Find the Most Cost-effective Controls against Cyber Attack on a Railroad’s Automated PTC Safety System

December 2, 2021

Railroad-Tracks-Case-Study-Railroad-Safety-System-300x200The Transportation Security Administration (TSA) recently announced new requirements for rail lines, including reporting cybersecurity incidents to CISA within 24 hours and completing a cybersecurity vulnerability assessment and remediation plan within 90 days. Read this case study to see how RiskLens helped a rail line achieve a cost-effective cybersecurity remediation plan to meet another federal requirement, using the RiskLens platform and FAIR™, the standard for analyzing cyber risk in financial terms.

The Challenge

A railway company with over $900M in total assets was preparing for the Federal Railroad Administration (FRA) Positive Train Control (PTC) regulations, requiring full PTC implementation and full functionality on all tracks. PTC systems use communication and processor train control technology to prevent train-to-train collisions, overspeed derailments, obtrusions into established work zone limits, and movements of trains through switches in the wrong position.

Executive management was faced with a decision: Implement network-wide multi-factor authentication (MFA) or invest in additional application programming interface (API) security measures to protect the functionality of their PTC system? The organization’s conventional approach to risk rankings could not support executive management’s decision.
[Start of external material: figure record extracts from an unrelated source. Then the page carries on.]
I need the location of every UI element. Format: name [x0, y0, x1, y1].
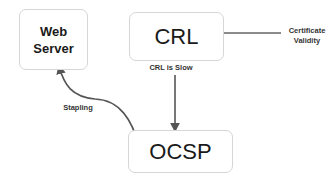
- web-server-node: WebServer: [19, 9, 88, 70]
- crl-node: CRL: [129, 12, 224, 61]
- crl-label: CRL: [154, 24, 198, 50]
- stapling-label: Stapling: [60, 103, 96, 113]
- web-server-label-line1: Web: [33, 23, 73, 40]
- crl-is-slow-label: CRL is Slow: [146, 63, 196, 73]
- web-server-label-line2: Server: [33, 40, 73, 57]
- certificate-validity-line2: Validity: [282, 36, 332, 46]
- certificate-validity-label: Certificate Validity: [282, 26, 332, 46]
- ocsp-node: OCSP: [128, 130, 233, 173]
- ocsp-label: OCSP: [149, 139, 211, 165]
- certificate-validity-line1: Certificate: [282, 26, 332, 36]
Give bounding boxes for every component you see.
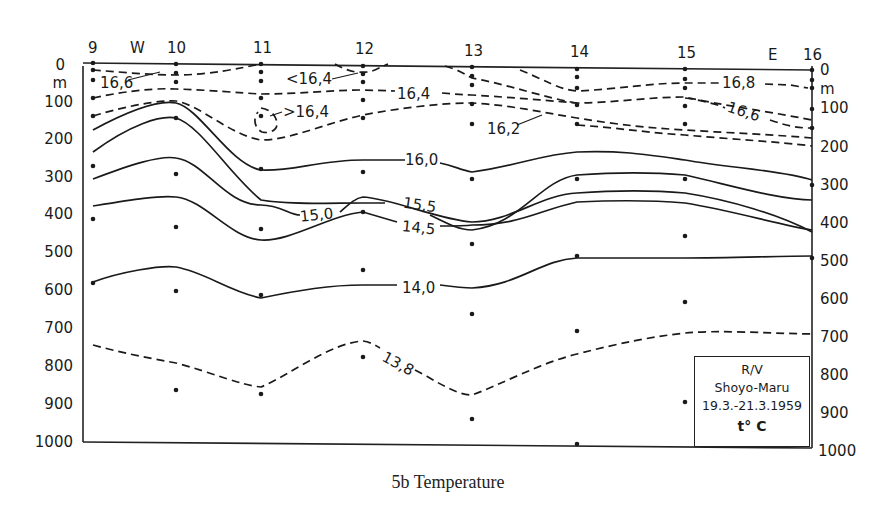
isotherm-15-5 xyxy=(93,117,812,230)
svg-text:100: 100 xyxy=(820,99,849,117)
station-label: 14 xyxy=(570,43,589,61)
svg-text:100: 100 xyxy=(44,93,73,111)
station-label: 12 xyxy=(355,40,374,58)
isotherm-label: 15,0 xyxy=(299,204,334,225)
legend-vessel-name: Shoyo-Maru xyxy=(695,379,809,397)
svg-text:500: 500 xyxy=(820,252,849,270)
station-label: 13 xyxy=(464,42,483,60)
svg-text:600: 600 xyxy=(44,281,73,299)
svg-text:400: 400 xyxy=(44,205,73,223)
legend-vessel-prefix: R/V xyxy=(695,361,809,379)
dashed-isotherms xyxy=(93,64,812,395)
svg-text:500: 500 xyxy=(44,243,73,261)
isotherm-label: 16,6 xyxy=(725,98,762,125)
svg-text:300: 300 xyxy=(44,168,73,186)
isotherm-label: 15,5 xyxy=(402,194,438,216)
svg-text:1000: 1000 xyxy=(35,433,73,451)
figure-caption: 5b Temperature xyxy=(0,472,896,493)
svg-text:300: 300 xyxy=(820,176,849,194)
svg-text:900: 900 xyxy=(820,404,849,422)
isotherm-label: 13,8 xyxy=(379,348,417,380)
west-label: W xyxy=(130,39,145,57)
isotherm-14-0 xyxy=(93,256,812,298)
svg-text:m: m xyxy=(52,74,67,92)
isotherm-15-0 xyxy=(93,157,812,232)
svg-text:0: 0 xyxy=(55,56,65,74)
svg-text:800: 800 xyxy=(820,366,849,384)
isotherm-16-0 xyxy=(93,102,812,180)
isotherm-labels: 16,6 <16,4 16,4 >16,4 16,2 16,8 16,6 16,… xyxy=(100,70,762,379)
isotherm-label: 14,5 xyxy=(401,217,436,238)
station-label: 11 xyxy=(253,39,272,57)
svg-text:1000: 1000 xyxy=(818,442,856,460)
station-label: 10 xyxy=(167,39,186,57)
isotherm-label: >16,4 xyxy=(283,103,329,121)
isotherm-label: <16,4 xyxy=(286,70,332,88)
isotherm-label: 16,2 xyxy=(487,120,520,138)
isotherm-16-4-upper xyxy=(93,89,812,120)
svg-text:200: 200 xyxy=(44,130,73,148)
svg-text:0: 0 xyxy=(820,61,830,79)
svg-text:800: 800 xyxy=(44,357,73,375)
svg-text:700: 700 xyxy=(44,319,73,337)
svg-text:200: 200 xyxy=(820,138,849,156)
isotherm-label: 16,4 xyxy=(397,85,430,103)
isotherm-label: 16,6 xyxy=(100,74,133,92)
isotherm-label: 14,0 xyxy=(402,279,435,297)
isotherm-label: 16,8 xyxy=(722,74,755,92)
svg-text:700: 700 xyxy=(820,328,849,346)
svg-text:400: 400 xyxy=(820,214,849,232)
legend-box: R/V Shoyo-Maru 19.3.-21.3.1959 t° C xyxy=(694,356,810,447)
station-label: 9 xyxy=(88,39,98,57)
legend-unit: t° C xyxy=(695,417,809,435)
east-label: E xyxy=(768,46,777,64)
isotherm-16-8 xyxy=(520,70,808,91)
svg-text:900: 900 xyxy=(44,395,73,413)
isotherm-label: 16,0 xyxy=(405,151,438,169)
svg-text:m: m xyxy=(820,80,835,98)
svg-text:600: 600 xyxy=(820,290,849,308)
left-depth-ticks: 0 m 100 200 300 400 500 600 700 800 900 … xyxy=(35,56,73,451)
isotherm-16-4-pocket-gt xyxy=(255,108,277,133)
label-leaders xyxy=(128,72,542,125)
station-labels: 9 W 10 11 12 13 14 15 E 16 xyxy=(88,39,822,64)
right-depth-ticks: 0 m 100 200 300 400 500 600 700 800 900 … xyxy=(818,61,856,460)
isotherm-16-2-lower xyxy=(577,125,812,146)
station-label: 15 xyxy=(677,44,696,62)
legend-dates: 19.3.-21.3.1959 xyxy=(695,397,809,415)
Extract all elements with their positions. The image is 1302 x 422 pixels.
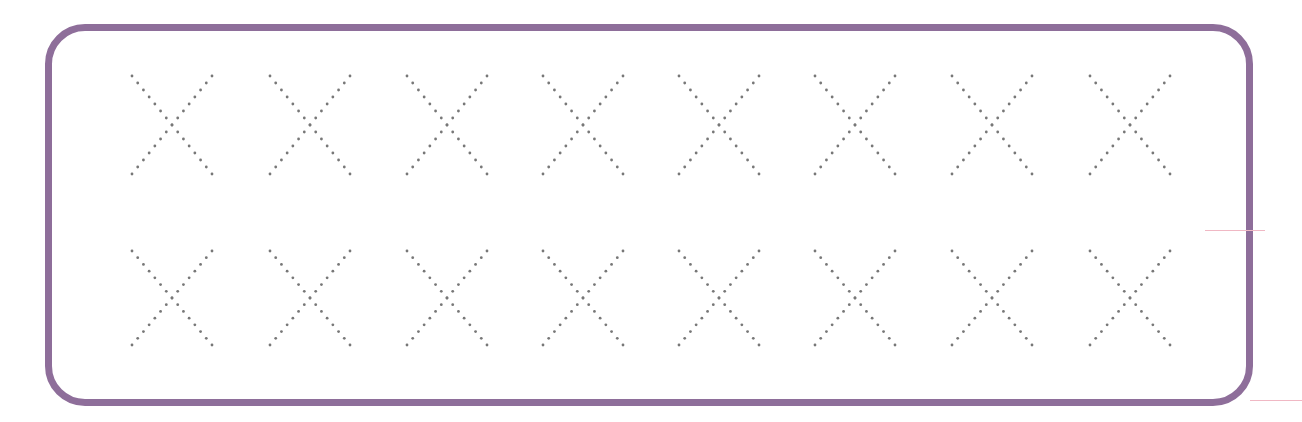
dotted-letter-x bbox=[814, 250, 897, 347]
dotted-letter-x bbox=[814, 75, 897, 176]
dotted-letter-x bbox=[1089, 250, 1172, 347]
dotted-letter-x bbox=[269, 250, 352, 347]
dotted-letter-x bbox=[1089, 75, 1172, 176]
dotted-letter-x bbox=[678, 250, 761, 347]
dotted-letter-x bbox=[131, 75, 214, 176]
dotted-letter-x bbox=[131, 250, 214, 347]
dotted-letter-x bbox=[406, 250, 489, 347]
dotted-letter-x bbox=[269, 75, 352, 176]
dotted-letter-x bbox=[542, 250, 625, 347]
dotted-letter-x bbox=[678, 75, 761, 176]
dotted-letter-x bbox=[542, 75, 625, 176]
dotted-letter-x bbox=[951, 75, 1034, 176]
dotted-letter-x bbox=[406, 75, 489, 176]
dotted-letter-x bbox=[951, 250, 1034, 347]
tracing-letters bbox=[0, 0, 1302, 422]
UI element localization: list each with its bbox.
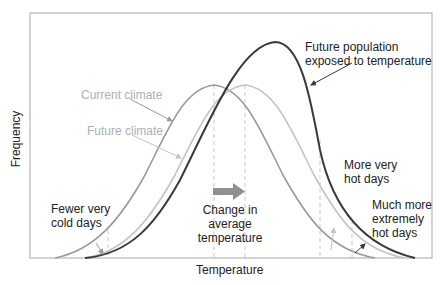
label-future-population-line2: exposed to temperature — [305, 54, 432, 68]
extreme-hot-tail-arrow — [355, 244, 365, 253]
y-axis-label: Frequency — [9, 109, 23, 169]
label-current-climate: Current climate — [81, 88, 162, 102]
label-future-population-line1: Future population — [305, 40, 398, 54]
label-more-hot-days: More very hot days — [344, 158, 397, 186]
future-climate-pointer-arrow — [132, 135, 181, 158]
label-future-climate: Future climate — [87, 124, 163, 138]
x-axis-label: Temperature — [196, 263, 263, 277]
label-fewer-cold-days: Fewer very cold days — [51, 202, 110, 230]
label-change-average-temperature: Change in average temperature — [186, 203, 274, 245]
label-much-more-extremely-hot-days: Much more extremely hot days — [372, 198, 432, 240]
shift-arrow-icon — [213, 183, 245, 200]
current-climate-pointer-arrow — [130, 99, 172, 121]
cold-tail-arrow — [96, 243, 103, 254]
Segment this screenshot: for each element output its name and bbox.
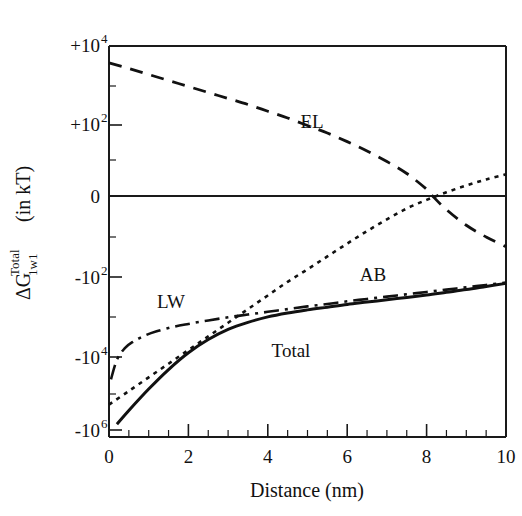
y-tick-exp-3: 2 — [101, 263, 108, 278]
y-tick-label-2: 0 — [91, 186, 101, 207]
chart-figure: +10 4 +10 2 0 -10 2 -10 4 -10 6 0 2 4 6 … — [0, 0, 522, 516]
y-tick-label-3: -10 — [75, 267, 100, 288]
y-tick-label-1: +10 — [70, 114, 100, 135]
y-axis-title-superscript: Total — [7, 249, 22, 276]
y-tick-exp-0: 4 — [101, 31, 108, 46]
plot-frame — [109, 46, 506, 437]
y-tick-label-5: -10 — [75, 420, 100, 441]
x-tick-labels: 0 2 4 6 8 10 — [104, 446, 515, 467]
y-axis-ticks — [109, 46, 122, 430]
x-tick-label-2: 4 — [263, 446, 273, 467]
y-tick-labels: +10 4 +10 2 0 -10 2 -10 4 -10 6 — [70, 31, 108, 441]
y-tick-exp-1: 2 — [101, 110, 108, 125]
y-tick-exp-5: 6 — [101, 416, 108, 431]
curve-label-el: EL — [300, 111, 323, 132]
curve-label-ab: AB — [360, 264, 386, 285]
curve-el — [109, 63, 506, 247]
x-axis-title: Distance (nm) — [250, 479, 364, 502]
y-tick-label-0: +10 — [70, 35, 100, 56]
x-axis-ticks — [109, 424, 506, 437]
y-tick-label-4: -10 — [75, 347, 100, 368]
x-tick-label-3: 6 — [342, 446, 352, 467]
x-tick-label-5: 10 — [497, 446, 516, 467]
curve-label-total: Total — [272, 340, 311, 361]
x-tick-label-0: 0 — [104, 446, 114, 467]
curve-label-lw: LW — [157, 291, 185, 312]
x-tick-label-1: 2 — [184, 446, 194, 467]
y-axis-title-units: (in kT) — [12, 166, 35, 222]
x-tick-label-4: 8 — [422, 446, 432, 467]
y-axis-title-group: ΔG 1w1 Total (in kT) — [7, 166, 40, 300]
y-tick-exp-4: 4 — [101, 343, 108, 358]
curve-annotations: EL AB LW Total — [157, 111, 386, 361]
y-axis-title-subscript: 1w1 — [25, 254, 40, 276]
plot-canvas: +10 4 +10 2 0 -10 2 -10 4 -10 6 0 2 4 6 … — [0, 0, 522, 516]
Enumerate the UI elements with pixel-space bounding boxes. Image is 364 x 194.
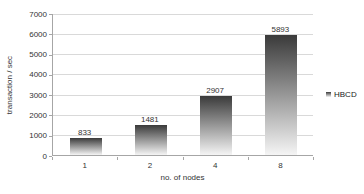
bar (200, 96, 232, 155)
legend-label: HBCD (334, 90, 357, 99)
y-axis-tick-label: 4000 (7, 70, 47, 79)
bar-value-label: 2907 (183, 86, 248, 95)
y-axis-tick-label: 6000 (7, 30, 47, 39)
bar-value-label: 5893 (248, 25, 313, 34)
bar-value-label: 1481 (117, 115, 182, 124)
bar (265, 35, 297, 155)
y-axis-tick-mark (49, 14, 52, 15)
bar (135, 125, 167, 155)
y-axis-tick-label: 5000 (7, 50, 47, 59)
y-axis-title: transaction / sec (5, 25, 15, 145)
y-axis-tick-mark (49, 34, 52, 35)
bar-value-label: 833 (52, 128, 117, 137)
x-axis-tick-mark (117, 157, 118, 160)
y-axis-tick-mark (49, 75, 52, 76)
legend-marker-square-icon (326, 92, 331, 97)
y-axis-tick-mark (49, 115, 52, 116)
x-axis-tick-label: 4 (183, 161, 248, 170)
y-axis-tick-label: 2000 (7, 111, 47, 120)
x-axis-title: no. of nodes (52, 173, 313, 182)
x-axis-tick-label: 8 (248, 161, 313, 170)
x-axis-tick-mark (248, 157, 249, 160)
y-axis-tick-label: 1000 (7, 131, 47, 140)
x-axis-tick-label: 1 (52, 161, 117, 170)
x-axis-tick-mark (52, 157, 53, 160)
y-axis-tick-label: 0 (7, 152, 47, 161)
y-axis-tick-mark (49, 95, 52, 96)
x-axis-tick-mark (313, 157, 314, 160)
legend: HBCD (326, 90, 357, 99)
bar (70, 138, 102, 155)
y-axis-tick-label: 7000 (7, 10, 47, 19)
x-axis-tick-label: 2 (117, 161, 182, 170)
y-axis-tick-mark (49, 55, 52, 56)
gridline (53, 14, 313, 15)
y-axis-tick-label: 3000 (7, 91, 47, 100)
bar-chart: transaction / sec no. of nodes HBCD 0100… (0, 0, 364, 194)
x-axis-tick-mark (183, 157, 184, 160)
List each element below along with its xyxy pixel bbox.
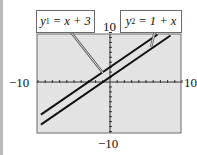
plot-area xyxy=(37,34,181,133)
y-max-label: 10 xyxy=(103,20,116,33)
y2-rest: = 1 + x xyxy=(135,14,176,29)
x-max-label: 10 xyxy=(184,76,197,89)
label-y2: y2 = 1 + x xyxy=(120,10,182,33)
label-y1: y1 = x + 3 xyxy=(36,10,95,33)
y1-rest: = x + 3 xyxy=(50,14,91,29)
y-min-label: −10 xyxy=(98,137,118,150)
x-min-label: −10 xyxy=(9,76,29,89)
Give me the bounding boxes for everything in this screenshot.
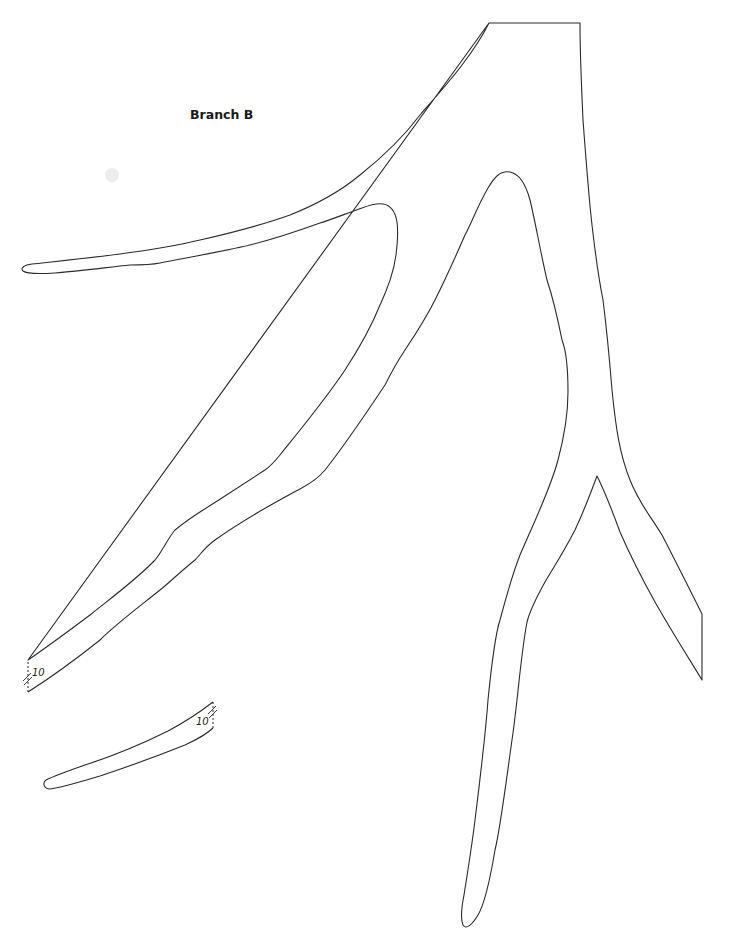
pattern-drawing: 10 10 xyxy=(0,0,734,930)
seam-label-piece: 10 xyxy=(196,716,209,727)
seam-label-main: 10 xyxy=(32,667,45,678)
tine-piece-outline xyxy=(44,702,213,789)
main-branch-outline-upper xyxy=(22,23,489,660)
main-branch-outline xyxy=(28,23,702,927)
In order to answer these questions, the security team needed to start communicating risk using the method best understood by business stakeholders: dollars and cents. They turned to the RiskLens Platform and Professional Services team.

The RiskLens platform combines an intuitive workflow process for scoping and data collection with a sophisticated analytics engine based on Factor Analysis of Information Risk (FAIR™), the industry standard for the quantification of cyber risk.

The Solution 

Analysis began on the amount of risk associated with a cybercriminal causing a system-wide outage of the PTC system via stolen credentials or phishing. The analysts used the easy scoping capability within RiskLens to rapidly determine what data points were necessary for the analysis, effectively reducing their workload by removing research into data that did not ultimately support quantifying risk.

The analysis collected data through structured workshop questions on key risk and control factors including historical number of malicious cybercriminal campaigns, existence of monitoring tools, segmentation of the network, number of locomotives potentially impacted, financial impact to the organization’s productivity, and resources required to respond to the outage. The analysis also took into account fines that might be imposed from FRA regulations.

Over the course of a three-day period, the organization was able to efficiently produce both high level reporting and detailed results describing, in financial terms, the effect of a system-wide outage of PTC.

Figure 1 illustrates the loss exposure materialized across several categories that incorporate incident response efforts, lost productivity due to the outage, regulatory fines, and lost market share. The tabular data communicates the varying range of probable outcomes.

Figure 1: Loss exposure by category

Analysts then created alternate, future-state scenarios to make “what-if” adjustments to the baseline scenario to model risk in the event that network-wide multi-factor authentication or additional API security is implemented. These comparison reports provided the organization with tangible data to make a decision on the type of control to implement. The results were telling – one type of investment clearly outweighed the other in terms of risk reduction.

Key Benefits

The RiskLens platform allowed the organization to rapidly quantify the loss exposure of a cybercriminal causing a system-wide outage of the PTC system. Additionally, the quantitative inputs and documented rationale provided an opportunity to review and challenge the inputs used during the analysis. More importantly, the analysis empowered management with data to make a strategic decision on the type of control to invest in while maximizing their risk reduction.

Figure 2: Loss exposure comparison. Current State $6.8M, additional API security $6.2M, Multi-factor Authentication $2M

Inevitably the estimates used to calculate risk have a degree of uncertainty associated with them. However, like all data input into the analysis, distributions allow the organization to account for uncertainty.

Figure 2 compares the loss exposure for the current state environment compared to the loss exposure once either of the two controls were implemented. Combined current state loss exposure (average) was $6.8M annualized. Implementing additional API security only slightly decreased the loss exposure by $800K, which was driven primarily by a slight reduction in the vulnerability of the PTC system itself to the cybercriminals.

The more significant impact was the $4.8M risk reduction from implementing network-wide multi-factor authentication which was driven primarily by the reduction of threat event frequencies. For the cybercriminals to be a threat to the PTC system, they would first need to gain a foothold onto the network. Implementing network-wide multi-factor authentication would create an additional barrier for the cybercriminal to bypass before they would be in position to be a threat to PTC. This decrease of threat events ultimately reduces the frequency of the loss event – the outage of PTC.

Through the use of the RiskLens platform, for the first time, the analyst team could report results to executive management that were actionable, using the financial language common to all stakeholders.